Archenemy

Archenemy
Archenemy

Archenemy

Ever since the “superhero on the skids” archetype was popularized in Alan Moore and Dave Gibbons’ mid-’80s comic/graphic novel Watchmen, we haven’t seen a lot of different iterations on film. There was 2008’s Hancock, with Will Smith as the titular drunkard/anti-Superman; and then there’s Wolverine, who has his ups and downs over the course of several pictures. In Archenemy, our above-average-powered fellow drinking in alleyways, punching walls to no effect while grumbling “I used to punch holes in space” bemoans his lost powers and refuses to think of himself as a superhero.

He introduces himself via animated intro sequence: voice over explaining who he is now while images describe how he got here. Hero from another dimension fueled by “cosmic blood,” etc.; outwitted, fell into our (slightly futuristic itself) universe where he’s now a broken down nobody. Street kid and wannabe Internet influencer Hamster (Skylan Brooks) names him “Max Fist,” sighs with irritation when Max asks him to be his new Boswell. “Say super one more f**kin’ time.”

Hamster’s older sister Indigo (Zolee Griggs) appears to work for a drug kingpin called only The Manager (Glenn Howerton), who tells her at one point “I wanna make it rain we should be going viral.” “Viral?” The Manager asks. “Viral,” she responds. Here you’ll find yourself longing for the charms of old movies that is, very old movies, movies without spoken dialogue.

It becomes worse when Indigo is given the task of getting some money from one of The Manager’s recalcitrant operatives, named Krieg. He’s played by comedian Paul Scheer, wearing red Speedos and boasting a short length of barbed wire rendered in tattoo form on his forehead. (Above that word “genius.”) He raps at Indigo with such intensity that I found myself thinking, thanks but I’ve already seen Boogie Nights; in fact, I’d rather be watching that now. Oh, and I’ve seen Intolerable Cruelty too.

Improbably and in part because Joe Manganiello’s performance as Max is so committed the movie does start to generate its own slightly trippy momentum as it moves toward resolving whether or not Max’s shtick is true, or if he’s just, as one voice in his head has it, “a schizophrenic who lives under a bridge.” The animated sequences keep coming back, and they’re useful: the low-budget movie appears to be saving its effects firepower for certain key moments, and the animation livens up the expositional walk-and-talks Fist and Hamster often engage in.

The performances eventually suggest that some of this stuff might be intended as satirical or even outright funny. (When Hamster sees Fist snorting some white powder before a fight to get cranked up, he indignantly shouts “Are you saying the cosmic blood is crystal methamphetamine?”) Writer-director Adam Egypt Mortimer is clearly a movie-mad soul, and if he can get a little further out from under his influences he may cook something more consistently geekily Tran-sportive.

Watch Archenemy For Free On Gomovies.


- [EXERCISE]: Within the records below, find each line that holds the string "name", then copy it.

------------------------

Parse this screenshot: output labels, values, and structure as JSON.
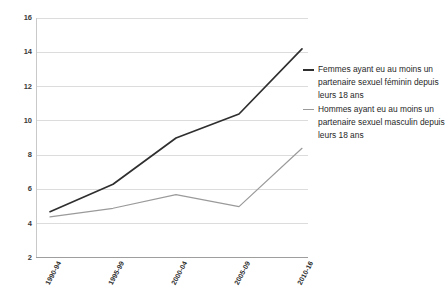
{
  "chart_data": {
    "type": "line",
    "title": "",
    "subtitle": "",
    "xlabel": "",
    "ylabel": "",
    "categories": [
      "1990-94",
      "1995-99",
      "2000-04",
      "2005-09",
      "2010-16"
    ],
    "series": [
      {
        "name": "Femmes ayant eu au moins un partenaire sexuel féminin depuis leurs 18 ans",
        "color": "#2f2f2f",
        "values": [
          4.7,
          6.3,
          9.0,
          10.4,
          14.2
        ]
      },
      {
        "name": "Hommes ayant eu au moins un partenaire sexuel masculin depuis leurs 18 ans",
        "color": "#9a9a9a",
        "values": [
          4.4,
          4.9,
          5.7,
          5.0,
          8.4
        ]
      }
    ],
    "ylim": [
      2,
      16
    ],
    "yticks": [
      2,
      4,
      6,
      8,
      10,
      12,
      14,
      16
    ],
    "ytick_labels": [
      "2",
      "4",
      "6",
      "8",
      "10",
      "12",
      "14",
      "16"
    ],
    "grid": true,
    "grid_axis": "y",
    "legend_position": "right",
    "markers": false
  },
  "legend": {
    "entries": [
      {
        "label": "Femmes ayant eu au moins un partenaire sexuel féminin depuis leurs 18 ans",
        "color": "#2f2f2f"
      },
      {
        "label": "Hommes ayant eu au moins un partenaire sexuel masculin depuis leurs 18 ans",
        "color": "#9a9a9a"
      }
    ]
  },
  "axes": {
    "y_tick_labels": [
      "16",
      "14",
      "12",
      "10",
      "8",
      "6",
      "4",
      "2"
    ],
    "x_tick_labels": [
      "1990-94",
      "1995-99",
      "2000-04",
      "2005-09",
      "2010-16"
    ]
  }
}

------------------------

- [OUTPUT FOR THIS TASK]:
        "name": "Femmes ayant eu au moins un partenaire sexuel féminin depuis leurs 18 ans",
        "name": "Hommes ayant eu au moins un partenaire sexuel masculin depuis leurs 18 ans",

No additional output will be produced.